CVOct 11, 2023
FGPrompt: Fine-grained Goal Prompting for Image-goal NavigationXinyu Sun, Peihao Chen, Jugang Fan et al.
Learning to navigate to an image-specified goal is an important but challenging task for autonomous systems. The agent is required to reason the goal location from where a picture is shot. Existing methods try to solve this problem by learning a navigation policy, which captures semantic features of the goal image and observation image independently and lastly fuses them for predicting a sequence of navigation actions. However, these methods suffer from two major limitations. 1) They may miss detailed information in the goal image, and thus fail to reason the goal location. 2) More critically, it is hard to focus on the goal-relevant regions in the observation image, because they attempt to understand observation without goal conditioning. In this paper, we aim to overcome these limitations by designing a Fine-grained Goal Prompting (FGPrompt) method for image-goal navigation. In particular, we leverage fine-grained and high-resolution feature maps in the goal image as prompts to perform conditioned embedding, which preserves detailed information in the goal image and guides the observation encoder to pay attention to goal-relevant regions. Compared with existing methods on the image-goal navigation benchmark, our method brings significant performance improvement on 3 benchmark datasets (i.e., Gibson, MP3D, and HM3D).
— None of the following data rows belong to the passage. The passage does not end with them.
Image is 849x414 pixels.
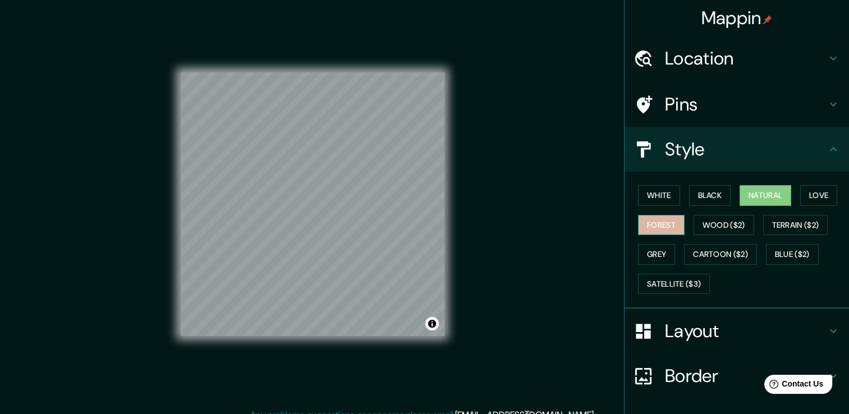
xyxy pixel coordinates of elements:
[665,138,827,161] h4: Style
[694,215,755,236] button: Wood ($2)
[665,93,827,116] h4: Pins
[625,354,849,399] div: Border
[638,185,680,206] button: White
[665,47,827,70] h4: Location
[638,274,710,295] button: Satellite ($3)
[764,15,773,24] img: pin-icon.png
[750,371,837,402] iframe: Help widget launcher
[181,72,445,336] canvas: Map
[684,244,757,265] button: Cartoon ($2)
[740,185,792,206] button: Natural
[426,317,439,331] button: Toggle attribution
[665,365,827,387] h4: Border
[689,185,732,206] button: Black
[766,244,819,265] button: Blue ($2)
[764,215,829,236] button: Terrain ($2)
[665,320,827,342] h4: Layout
[625,82,849,127] div: Pins
[625,309,849,354] div: Layout
[801,185,838,206] button: Love
[625,36,849,81] div: Location
[638,215,685,236] button: Forest
[625,127,849,172] div: Style
[638,244,675,265] button: Grey
[702,7,773,29] h4: Mappin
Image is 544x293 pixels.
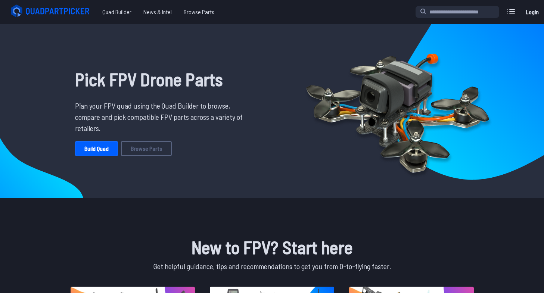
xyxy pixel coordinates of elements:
a: Login [523,4,541,19]
h1: Pick FPV Drone Parts [75,66,248,93]
a: Browse Parts [178,4,220,19]
a: News & Intel [137,4,178,19]
img: Quadcopter [290,36,505,186]
h1: New to FPV? Start here [69,234,476,261]
a: Quad Builder [96,4,137,19]
a: Browse Parts [121,141,172,156]
p: Get helpful guidance, tips and recommendations to get you from 0-to-flying faster. [69,261,476,272]
a: Build Quad [75,141,118,156]
p: Plan your FPV quad using the Quad Builder to browse, compare and pick compatible FPV parts across... [75,100,248,134]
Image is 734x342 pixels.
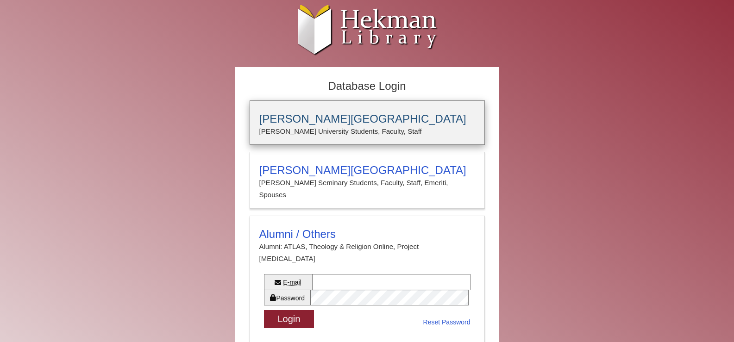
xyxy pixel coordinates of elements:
[259,164,475,177] h3: [PERSON_NAME][GEOGRAPHIC_DATA]
[264,290,310,306] label: Password
[283,279,302,286] abbr: E-mail or username
[259,113,475,126] h3: [PERSON_NAME][GEOGRAPHIC_DATA]
[259,228,475,241] h3: Alumni / Others
[264,310,315,328] button: Login
[250,152,485,209] a: [PERSON_NAME][GEOGRAPHIC_DATA][PERSON_NAME] Seminary Students, Faculty, Staff, Emeriti, Spouses
[259,177,475,201] p: [PERSON_NAME] Seminary Students, Faculty, Staff, Emeriti, Spouses
[250,101,485,145] a: [PERSON_NAME][GEOGRAPHIC_DATA][PERSON_NAME] University Students, Faculty, Staff
[259,228,475,265] summary: Alumni / OthersAlumni: ATLAS, Theology & Religion Online, Project [MEDICAL_DATA]
[259,126,475,138] p: [PERSON_NAME] University Students, Faculty, Staff
[423,317,471,328] a: Reset Password
[245,77,490,96] h2: Database Login
[259,241,475,265] p: Alumni: ATLAS, Theology & Religion Online, Project [MEDICAL_DATA]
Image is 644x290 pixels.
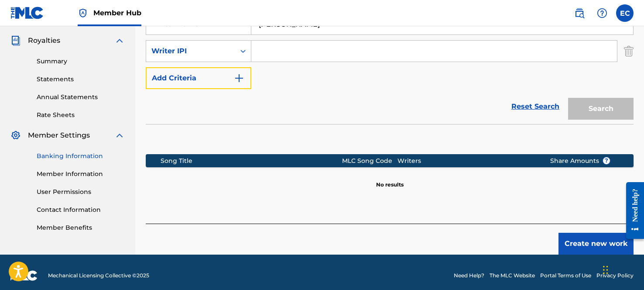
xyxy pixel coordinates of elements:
div: Help [593,4,611,22]
a: User Permissions [37,187,125,196]
a: The MLC Website [489,271,535,280]
img: expand [114,130,125,141]
a: Portal Terms of Use [540,271,591,280]
span: Member Settings [28,130,90,141]
span: Member Hub [93,8,142,18]
img: MLC Logo [10,7,44,19]
span: Mechanical Licensing Collective © 2025 [48,271,149,280]
a: Reset Search [507,97,564,116]
img: expand [114,35,125,46]
img: Royalties [10,35,21,46]
span: Royalties [28,35,60,46]
span: Share Amounts [550,156,610,165]
img: Delete Criterion [624,40,634,62]
div: Writer IPI [151,46,230,56]
a: Contact Information [37,205,125,214]
a: Public Search [571,4,588,22]
img: Top Rightsholder [78,8,88,18]
img: 9d2ae6d4665cec9f34b9.svg [234,73,244,83]
a: Summary [37,57,125,66]
a: Member Benefits [37,223,125,232]
div: Writers [397,156,537,165]
span: ? [603,157,610,164]
a: Banking Information [37,152,125,160]
button: Create new work [558,233,634,255]
button: Add Criteria [145,67,251,89]
a: Annual Statements [37,93,125,101]
a: Statements [37,74,125,84]
a: Need Help? [453,271,484,280]
div: Song Title [160,156,342,165]
img: help [597,8,607,18]
img: search [574,8,585,18]
a: Member Information [37,169,125,179]
a: Privacy Policy [596,271,634,280]
p: No results [376,170,403,189]
iframe: Resource Center [619,175,644,246]
img: Member Settings [10,130,21,141]
div: Drag [603,257,608,283]
iframe: Chat Widget [600,248,644,290]
a: Rate Sheets [37,110,125,120]
div: User Menu [616,4,634,22]
div: MLC Song Code [342,156,397,165]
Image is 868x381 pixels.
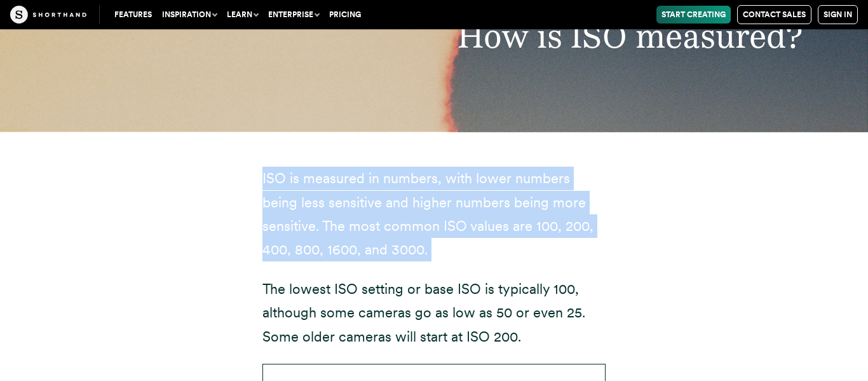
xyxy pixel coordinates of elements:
img: The Craft [10,5,87,23]
a: Sign in [817,5,858,24]
button: Inspiration [157,5,222,23]
h2: How is ISO measured? [368,20,828,52]
p: The lowest ISO setting or base ISO is typically 100, although some cameras go as low as 50 or eve... [263,277,605,348]
button: Learn [222,5,263,23]
button: Enterprise [263,5,324,23]
a: Contact Sales [737,5,811,24]
a: Features [109,5,157,23]
p: ISO is measured in numbers, with lower numbers being less sensitive and higher numbers being more... [263,167,605,262]
a: Pricing [324,5,366,23]
a: Start Creating [657,5,731,23]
Especially on Gibson, we surpass the state-of-the-art success rate by 8% with only 1/50 model size. Project page: https://xinyusun.github.io/fgprompt-pages
CVJul 28, 2025
Frequency-Aware Autoregressive Modeling for Efficient High-Resolution Image SynthesisZhuokun Chen, Jugang Fan, Zhuowei Yu et al.
Visual autoregressive modeling, based on the next-scale prediction paradigm, exhibits notable advantages in image quality and model scalability over traditional autoregressive and diffusion models. It generates images by progressively refining resolution across multiple stages. However, the computational overhead in high-resolution stages remains a critical challenge due to the substantial number of tokens involved. In this paper, we introduce SparseVAR, a plug-and-play acceleration framework for next-scale prediction that dynamically excludes low-frequency tokens during inference without requiring additional training. Our approach is motivated by the observation that tokens in low-frequency regions have a negligible impact on image quality in high-resolution stages and exhibit strong similarity with neighboring tokens. Additionally, we observe that different blocks in the next-scale prediction model focus on distinct regions, with some concentrating on high-frequency areas. SparseVAR leverages these insights by employing lightweight MSE-based metrics to identify low-frequency tokens while preserving the fidelity of excluded regions through a small set of uniformly sampled anchor tokens. By significantly reducing the computational cost while maintaining high image generation quality, SparseVAR achieves notable acceleration in both HART and Infinity. Specifically, SparseVAR achieves up to a 2 times speedup with minimal quality degradation in Infinity-2B.
CVJun 4, 2024
CoNav: A Benchmark for Human-Centered Collaborative NavigationChanghao Li, Xinyu Sun, Peihao Chen et al.
Human-robot collaboration, in which the robot intelligently assists the human with the upcoming task, is an appealing objective. To achieve this goal, the agent needs to be equipped with a fundamental collaborative navigation ability, where the agent should reason human intention by observing human activities and then navigate to the human's intended destination in advance of the human. However, this vital ability has not been well studied in previous literature. To fill this gap, we propose a collaborative navigation (CoNav) benchmark. Our CoNav tackles the critical challenge of constructing a 3D navigation environment with realistic and diverse human activities. To achieve this, we design a novel LLM-based humanoid animation generation framework, which is conditioned on both text descriptions and environmental context. The generated humanoid trajectory obeys the environmental context and can be easily integrated into popular simulators. We empirically find that the existing navigation methods struggle in CoNav task since they neglect the perception of human intention. To solve this problem, we propose an intention-aware agent for reasoning both long-term and short-term human intention. The agent predicts navigation action based on the predicted intention and panoramic observation. The emergent agent behavior including observing humans, avoiding human collision, and navigation reveals the efficiency of the proposed datasets and agents.